Building for the Hybrid Future
While the market often debates the merits of TradFi versus DeFi, HoneyCoin is building a bridge between the two. It’s not a bet on crypto alone; it’s a bet on interoperability, where traditional financial institutions, payment service providers, and fintechs can leverage both fiat and blockchain tools to serve their customers better.
We believe that stablecoin-based players have the potential to outcompete traditional providers over time due to faster settlements, reduced pre-funding needs, and broader access to hard currency liquidity, especially in frontier markets where USD demand continues to outstrip supply. HoneyCoin’s hybrid approach, regulatory readiness, and infrastructure depth make it one of the most compelling fintech infrastructure plays in Africa and beyond.

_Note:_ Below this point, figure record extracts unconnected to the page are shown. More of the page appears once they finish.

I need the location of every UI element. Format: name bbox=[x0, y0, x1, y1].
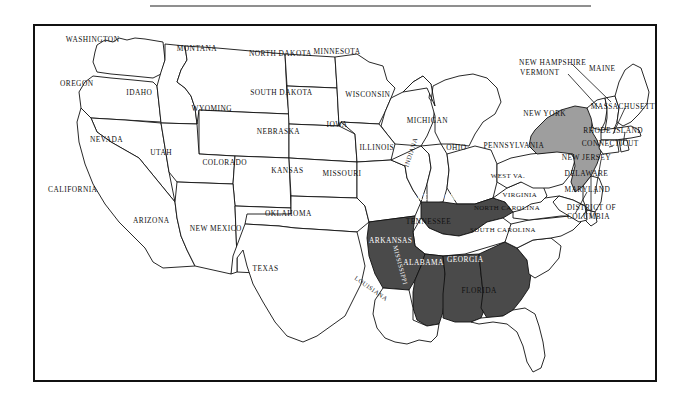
header-rule bbox=[150, 5, 591, 7]
state-shape-florida[interactable] bbox=[471, 308, 545, 372]
state-label-ohio: OHIO bbox=[446, 143, 466, 152]
state-label-rhode-island: RHODE ISLAND bbox=[583, 126, 643, 135]
state-label-utah: UTAH bbox=[150, 148, 172, 157]
state-label-tennessee: TENNESSEE bbox=[406, 217, 452, 226]
state-label-oklahoma: OKLAHOMA bbox=[265, 209, 312, 218]
state-label-north-carolina: NORTH CAROLINA bbox=[474, 204, 540, 211]
state-label-montana: MONTANA bbox=[177, 44, 218, 53]
state-label-new-mexico: NEW MEXICO bbox=[190, 224, 242, 233]
state-label-vermont: VERMONT bbox=[520, 68, 560, 77]
state-label-missouri: MISSOURI bbox=[323, 169, 362, 178]
state-label-iowa: IOWA bbox=[327, 120, 348, 129]
state-label-new-york: NEW YORK bbox=[523, 109, 566, 118]
state-label-california: CALIFORNIA bbox=[48, 185, 97, 194]
state-label-idaho: IDAHO bbox=[126, 88, 152, 97]
state-label-south-carolina: SOUTH CAROLINA bbox=[470, 226, 536, 233]
state-label-arkansas: ARKANSAS bbox=[369, 236, 412, 245]
state-label-arizona: ARIZONA bbox=[133, 216, 170, 225]
state-label-oregon: OREGON bbox=[60, 79, 94, 88]
state-label-washington: WASHINGTON bbox=[66, 35, 120, 44]
state-label-virginia: VIRGINIA bbox=[503, 191, 538, 198]
state-label-maryland: MARYLAND bbox=[564, 185, 610, 194]
state-label-district-of: DISTRICT OF bbox=[567, 203, 616, 212]
state-shape-north-dakota[interactable] bbox=[285, 54, 337, 88]
united-states-map[interactable]: WASHINGTONOREGONIDAHOMONTANAWYOMINGNEVAD… bbox=[35, 26, 655, 380]
state-label-maine: MAINE bbox=[589, 64, 616, 73]
header-strip bbox=[0, 0, 689, 9]
state-label-new-hampshire: NEW HAMPSHIRE bbox=[519, 58, 586, 67]
state-label-florida: FLORIDA bbox=[462, 286, 497, 295]
map-frame: WASHINGTONOREGONIDAHOMONTANAWYOMINGNEVAD… bbox=[33, 24, 657, 382]
state-label-colorado: COLORADO bbox=[202, 158, 247, 167]
state-label-new-jersey: NEW JERSEY bbox=[562, 153, 612, 162]
state-label-kentucky: KENTUCKY bbox=[417, 193, 461, 202]
state-label-illinois: ILLINOIS bbox=[359, 143, 394, 152]
state-label-texas: TEXAS bbox=[252, 264, 278, 273]
state-label-kansas: KANSAS bbox=[271, 166, 303, 175]
state-label-columbia: COLUMBIA bbox=[567, 212, 610, 221]
state-label-alabama: ALABAMA bbox=[403, 258, 444, 267]
map-page: WASHINGTONOREGONIDAHOMONTANAWYOMINGNEVAD… bbox=[0, 0, 689, 406]
state-label-west-va: WEST VA. bbox=[491, 172, 525, 179]
state-shape-washington[interactable] bbox=[93, 38, 165, 78]
state-label-minnesota: MINNESOTA bbox=[314, 47, 361, 56]
state-label-georgia: GEORGIA bbox=[447, 255, 484, 264]
state-label-south-dakota: SOUTH DAKOTA bbox=[250, 88, 313, 97]
state-label-michigan: MICHIGAN bbox=[407, 116, 449, 125]
state-shape-texas[interactable] bbox=[231, 224, 365, 342]
state-label-connecticut: CONNECTICUT bbox=[582, 139, 639, 148]
state-label-wyoming: WYOMING bbox=[192, 104, 233, 113]
state-label-massachusetts: MASSACHUSETTS bbox=[591, 102, 655, 111]
state-label-nevada: NEVADA bbox=[90, 135, 123, 144]
state-label-wisconsin: WISCONSIN bbox=[345, 90, 390, 99]
state-shape-maine[interactable] bbox=[615, 64, 649, 126]
state-label-delaware: DELAWARE bbox=[565, 169, 609, 178]
state-label-nebraska: NEBRASKA bbox=[257, 127, 301, 136]
state-label-north-dakota: NORTH DAKOTA bbox=[249, 49, 312, 58]
state-label-pennsylvania: PENNSYLVANIA bbox=[483, 141, 544, 150]
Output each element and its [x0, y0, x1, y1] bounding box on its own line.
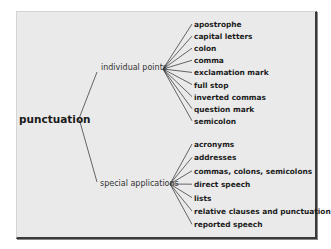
leaf-node: colon [194, 44, 216, 53]
connector-leaf [170, 184, 192, 211]
leaf-node: commas, colons, semicolons [194, 167, 313, 176]
connector-leaf [170, 144, 192, 184]
leaf-node: direct speech [194, 180, 250, 189]
connector-leaf [163, 36, 192, 69]
leaf-node: apostrophe [194, 20, 242, 29]
leaf-node: semicolon [194, 117, 236, 126]
leaves-special-applications: acronymsaddressescommas, colons, semicol… [194, 140, 331, 229]
connector-root-individual [78, 72, 97, 119]
leaf-node: addresses [194, 153, 237, 162]
connector-leaf [163, 69, 192, 72]
leaf-node: exclamation mark [194, 68, 270, 77]
root-node: punctuation [19, 113, 91, 125]
leaf-node: relative clauses and punctuation [194, 207, 331, 216]
leaf-node: lists [194, 194, 212, 203]
branch-special-applications: special applications [100, 179, 179, 188]
connector-leaf [163, 69, 192, 109]
leaf-node: inverted commas [194, 93, 267, 102]
mind-map: punctuation individual points special ap… [0, 0, 331, 249]
leaf-node: capital letters [194, 32, 253, 41]
leaf-node: comma [194, 56, 224, 65]
connector-root-special [78, 119, 97, 182]
connector-leaf [170, 184, 192, 224]
connector-leaf [163, 24, 192, 69]
leaf-node: full stop [194, 81, 228, 90]
connectors-individual-points [163, 24, 192, 121]
leaf-node: question mark [194, 105, 255, 114]
leaves-individual-points: apostrophecapital letterscoloncommaexcla… [194, 20, 270, 126]
leaf-node: reported speech [194, 220, 262, 229]
leaf-node: acronyms [194, 140, 235, 149]
branch-individual-points: individual points [101, 63, 167, 72]
connector-leaf [163, 69, 192, 97]
connector-leaf [163, 48, 192, 69]
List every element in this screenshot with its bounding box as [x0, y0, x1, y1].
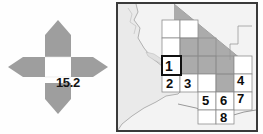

David is working to bring Kenya along for the ride, and wants his home country to become a regional leader in sophisticated payments regulation. “Today we can confidently say that we’ve secured big wins for the industry by playing a key role in overturning the digital asset tax of 3% on gross value, and we successfully lobbied to have the Virtual Asset Service Providers Bill pass this year instead of going into further review next year,” he said.
As for HoneyCoin itself, David and his team are going to use the funding to expand their enterprise offerings, targeting customers from seed-stage startups to publicly-listed corporations, and to grow their headcount up from around 20. “We’re hiring across back-end and front-end engineering, business development, and customer support, and we’re looking for amazing storytelling and marketing people,” David said. HoneyCoin's careers page is here.